SNHU GEM Partners with Inua Consulting to Conduct Research Project on Malawi Refugee Relocation Policies

Inua Consulting group SNHU GEM students

Working with refugees in the Dzaleka camp, SNHU GEM students and alumni bring cultural competence and professional skills to a research project that will support their own community.

Building trust between researchers and the researched can be difficult – but Southern New Hampshire University’s Global Education Movement (SNHU GEM) refugee learners are well equipped for the job, with the powerful combination of cultural competency and SNHU GEM education.

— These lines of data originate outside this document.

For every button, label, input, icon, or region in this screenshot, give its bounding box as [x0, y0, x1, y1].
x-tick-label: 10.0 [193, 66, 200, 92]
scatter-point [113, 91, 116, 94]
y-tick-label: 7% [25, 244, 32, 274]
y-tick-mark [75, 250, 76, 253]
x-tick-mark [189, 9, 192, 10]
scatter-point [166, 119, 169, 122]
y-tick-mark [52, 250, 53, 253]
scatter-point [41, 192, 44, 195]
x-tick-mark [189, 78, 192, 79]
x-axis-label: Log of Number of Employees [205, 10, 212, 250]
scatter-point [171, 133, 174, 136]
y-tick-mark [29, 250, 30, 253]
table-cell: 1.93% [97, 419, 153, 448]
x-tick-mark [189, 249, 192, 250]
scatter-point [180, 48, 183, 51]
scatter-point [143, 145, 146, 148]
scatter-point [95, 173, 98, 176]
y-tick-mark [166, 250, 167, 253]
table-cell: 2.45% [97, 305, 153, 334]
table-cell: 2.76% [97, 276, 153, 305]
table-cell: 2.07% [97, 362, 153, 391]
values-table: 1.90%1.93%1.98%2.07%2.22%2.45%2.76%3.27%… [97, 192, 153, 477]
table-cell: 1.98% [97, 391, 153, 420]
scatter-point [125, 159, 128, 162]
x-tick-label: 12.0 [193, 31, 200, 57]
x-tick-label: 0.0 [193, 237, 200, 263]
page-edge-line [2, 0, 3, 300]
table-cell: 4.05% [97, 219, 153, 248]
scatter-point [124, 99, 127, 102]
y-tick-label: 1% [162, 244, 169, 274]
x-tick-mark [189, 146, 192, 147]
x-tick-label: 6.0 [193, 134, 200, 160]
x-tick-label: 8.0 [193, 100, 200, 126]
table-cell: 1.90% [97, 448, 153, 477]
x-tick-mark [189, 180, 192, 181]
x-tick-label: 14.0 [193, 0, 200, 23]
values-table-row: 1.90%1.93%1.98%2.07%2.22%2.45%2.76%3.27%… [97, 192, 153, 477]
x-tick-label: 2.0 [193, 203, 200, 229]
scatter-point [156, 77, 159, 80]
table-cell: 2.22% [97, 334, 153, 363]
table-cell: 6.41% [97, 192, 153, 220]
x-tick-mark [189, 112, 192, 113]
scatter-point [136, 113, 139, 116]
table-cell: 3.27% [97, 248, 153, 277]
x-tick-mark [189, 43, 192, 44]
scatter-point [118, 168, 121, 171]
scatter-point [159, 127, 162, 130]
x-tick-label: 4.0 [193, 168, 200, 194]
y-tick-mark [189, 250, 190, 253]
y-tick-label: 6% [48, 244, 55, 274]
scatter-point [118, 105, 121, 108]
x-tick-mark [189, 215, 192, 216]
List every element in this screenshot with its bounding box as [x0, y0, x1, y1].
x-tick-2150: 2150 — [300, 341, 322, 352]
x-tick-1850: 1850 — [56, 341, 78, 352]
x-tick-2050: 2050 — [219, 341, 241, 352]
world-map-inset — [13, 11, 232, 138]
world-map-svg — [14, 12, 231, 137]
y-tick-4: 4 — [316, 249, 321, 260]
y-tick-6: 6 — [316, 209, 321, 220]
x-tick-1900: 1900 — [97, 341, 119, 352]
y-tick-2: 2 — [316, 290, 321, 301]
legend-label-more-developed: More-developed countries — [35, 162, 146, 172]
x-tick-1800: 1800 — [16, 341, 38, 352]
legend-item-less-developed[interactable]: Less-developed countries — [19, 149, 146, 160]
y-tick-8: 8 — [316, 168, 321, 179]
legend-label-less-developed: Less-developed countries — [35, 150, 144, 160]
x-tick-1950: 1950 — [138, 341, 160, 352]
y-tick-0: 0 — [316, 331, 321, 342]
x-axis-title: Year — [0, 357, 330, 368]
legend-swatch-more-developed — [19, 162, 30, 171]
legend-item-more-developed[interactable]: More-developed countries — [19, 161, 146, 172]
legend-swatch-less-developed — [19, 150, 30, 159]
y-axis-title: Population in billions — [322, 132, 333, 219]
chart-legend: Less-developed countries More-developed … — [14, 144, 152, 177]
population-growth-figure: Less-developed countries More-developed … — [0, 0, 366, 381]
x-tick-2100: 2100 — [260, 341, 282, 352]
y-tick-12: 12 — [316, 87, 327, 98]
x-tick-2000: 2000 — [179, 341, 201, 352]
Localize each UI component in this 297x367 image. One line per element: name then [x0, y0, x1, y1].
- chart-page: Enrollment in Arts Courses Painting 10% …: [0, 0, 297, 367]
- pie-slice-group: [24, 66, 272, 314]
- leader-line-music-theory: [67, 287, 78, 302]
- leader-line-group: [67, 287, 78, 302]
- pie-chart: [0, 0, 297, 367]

Six SNHU GEM students and graduates were recently hired by Inua Consulting and the University of Malawi to work as research enumerators for a project in the Dzaleka refugee camp. They gained hands-on experience collecting and analyzing data, and working with research subjects in their own community. The enumerators surveyed Dzaleka refugee camp residents to learn how they would respond if the Malawi government amended its national refugee policy to offer more opportunities for refugee integration.

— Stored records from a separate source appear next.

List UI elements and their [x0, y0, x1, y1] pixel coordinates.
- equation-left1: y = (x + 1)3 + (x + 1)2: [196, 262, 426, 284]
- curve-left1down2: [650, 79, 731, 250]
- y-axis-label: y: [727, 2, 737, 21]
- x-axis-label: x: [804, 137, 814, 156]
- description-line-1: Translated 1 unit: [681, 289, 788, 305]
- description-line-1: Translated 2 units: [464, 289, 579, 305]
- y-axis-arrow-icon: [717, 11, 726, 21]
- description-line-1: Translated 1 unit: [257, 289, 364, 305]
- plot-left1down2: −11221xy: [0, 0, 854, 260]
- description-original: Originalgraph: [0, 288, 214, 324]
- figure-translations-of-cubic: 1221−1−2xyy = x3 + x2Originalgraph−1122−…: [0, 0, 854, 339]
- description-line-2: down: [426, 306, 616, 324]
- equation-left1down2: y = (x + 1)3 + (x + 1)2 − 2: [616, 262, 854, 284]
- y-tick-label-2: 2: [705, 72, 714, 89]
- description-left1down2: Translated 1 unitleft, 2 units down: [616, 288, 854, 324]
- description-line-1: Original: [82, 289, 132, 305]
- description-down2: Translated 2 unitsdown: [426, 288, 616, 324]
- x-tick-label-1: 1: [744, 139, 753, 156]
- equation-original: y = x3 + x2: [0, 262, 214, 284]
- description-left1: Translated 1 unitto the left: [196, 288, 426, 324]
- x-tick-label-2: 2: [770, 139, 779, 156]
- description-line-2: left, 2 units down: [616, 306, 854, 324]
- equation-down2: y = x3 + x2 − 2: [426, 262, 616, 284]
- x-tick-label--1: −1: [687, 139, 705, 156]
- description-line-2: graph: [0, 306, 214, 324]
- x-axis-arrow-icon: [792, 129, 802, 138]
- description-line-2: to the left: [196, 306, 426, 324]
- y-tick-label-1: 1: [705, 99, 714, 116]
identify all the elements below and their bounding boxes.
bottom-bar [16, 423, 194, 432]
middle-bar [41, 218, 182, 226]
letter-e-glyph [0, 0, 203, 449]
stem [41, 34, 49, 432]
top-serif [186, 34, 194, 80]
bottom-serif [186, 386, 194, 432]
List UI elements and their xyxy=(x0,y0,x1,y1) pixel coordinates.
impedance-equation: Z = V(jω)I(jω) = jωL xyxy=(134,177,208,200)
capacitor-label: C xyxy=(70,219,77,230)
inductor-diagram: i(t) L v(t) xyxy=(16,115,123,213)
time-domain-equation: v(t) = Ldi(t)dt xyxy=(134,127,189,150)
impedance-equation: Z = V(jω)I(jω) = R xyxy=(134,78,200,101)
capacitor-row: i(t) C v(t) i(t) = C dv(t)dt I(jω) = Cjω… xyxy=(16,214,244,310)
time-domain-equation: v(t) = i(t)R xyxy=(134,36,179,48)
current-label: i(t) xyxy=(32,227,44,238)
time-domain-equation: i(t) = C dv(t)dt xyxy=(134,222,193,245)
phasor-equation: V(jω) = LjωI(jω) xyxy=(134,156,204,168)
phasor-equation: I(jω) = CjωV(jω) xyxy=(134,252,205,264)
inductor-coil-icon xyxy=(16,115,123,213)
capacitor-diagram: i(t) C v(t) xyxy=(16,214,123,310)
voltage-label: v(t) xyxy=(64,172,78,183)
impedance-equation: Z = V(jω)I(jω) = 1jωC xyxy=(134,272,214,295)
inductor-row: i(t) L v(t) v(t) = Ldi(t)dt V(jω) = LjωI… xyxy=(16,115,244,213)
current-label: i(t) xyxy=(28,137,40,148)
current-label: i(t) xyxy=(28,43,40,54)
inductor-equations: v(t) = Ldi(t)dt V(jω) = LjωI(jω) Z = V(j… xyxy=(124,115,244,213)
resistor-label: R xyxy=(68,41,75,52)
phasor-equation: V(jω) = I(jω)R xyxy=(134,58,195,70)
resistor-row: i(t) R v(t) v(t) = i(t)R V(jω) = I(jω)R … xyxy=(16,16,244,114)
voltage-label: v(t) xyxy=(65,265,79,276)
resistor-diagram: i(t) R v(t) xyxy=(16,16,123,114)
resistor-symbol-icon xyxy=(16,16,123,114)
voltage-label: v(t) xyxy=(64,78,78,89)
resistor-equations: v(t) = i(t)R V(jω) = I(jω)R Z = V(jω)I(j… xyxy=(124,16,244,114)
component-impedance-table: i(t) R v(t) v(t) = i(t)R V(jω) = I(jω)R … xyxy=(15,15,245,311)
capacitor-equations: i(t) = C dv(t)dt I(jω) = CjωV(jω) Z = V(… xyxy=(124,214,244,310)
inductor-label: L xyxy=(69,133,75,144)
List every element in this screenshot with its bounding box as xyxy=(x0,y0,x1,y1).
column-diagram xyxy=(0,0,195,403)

Innocent Magambi, founder of Inua Consulting, believes that SNHU GEM students and graduates are uniquely positioned to excel in research work, particularly in refugee communities. SNHU GEM learners are deeply rooted in the refugee community and understand the principles of data collection and research ethics thanks to their SNHU GEM education. “They can guide our team on research design because they are members of the community we work with,” says Innocent. “They are trusted by the refugee community, and have a variety of languages available to communicate with them.”

As a self-described “refugee for life,” Innocent lived in five refugee camps across Eastern and Southern Africa before the age of 25, including Dzaleka refugee camp. He is keenly aware of the limitations of Malawi’s encampment policies, which legally requires all asylum seekers and refugees to live inside Dzaleka and denies them access to public higher education and employment opportunities. 

Such restrictions make SNHU GEM a vital resource for refugees. Providing opportunities for refugees and displaced learners to obtain an internationally-recognized degree and gain hands-on professional experience opens pathways to employment and empowers students to transform their outcomes and succeed on their own terms.      

Innocent hopes this research will provide tangible data that can inform and guide policy practitioners in Malawi. If national policy excludes refugees from integration, their potential will always be restrained.”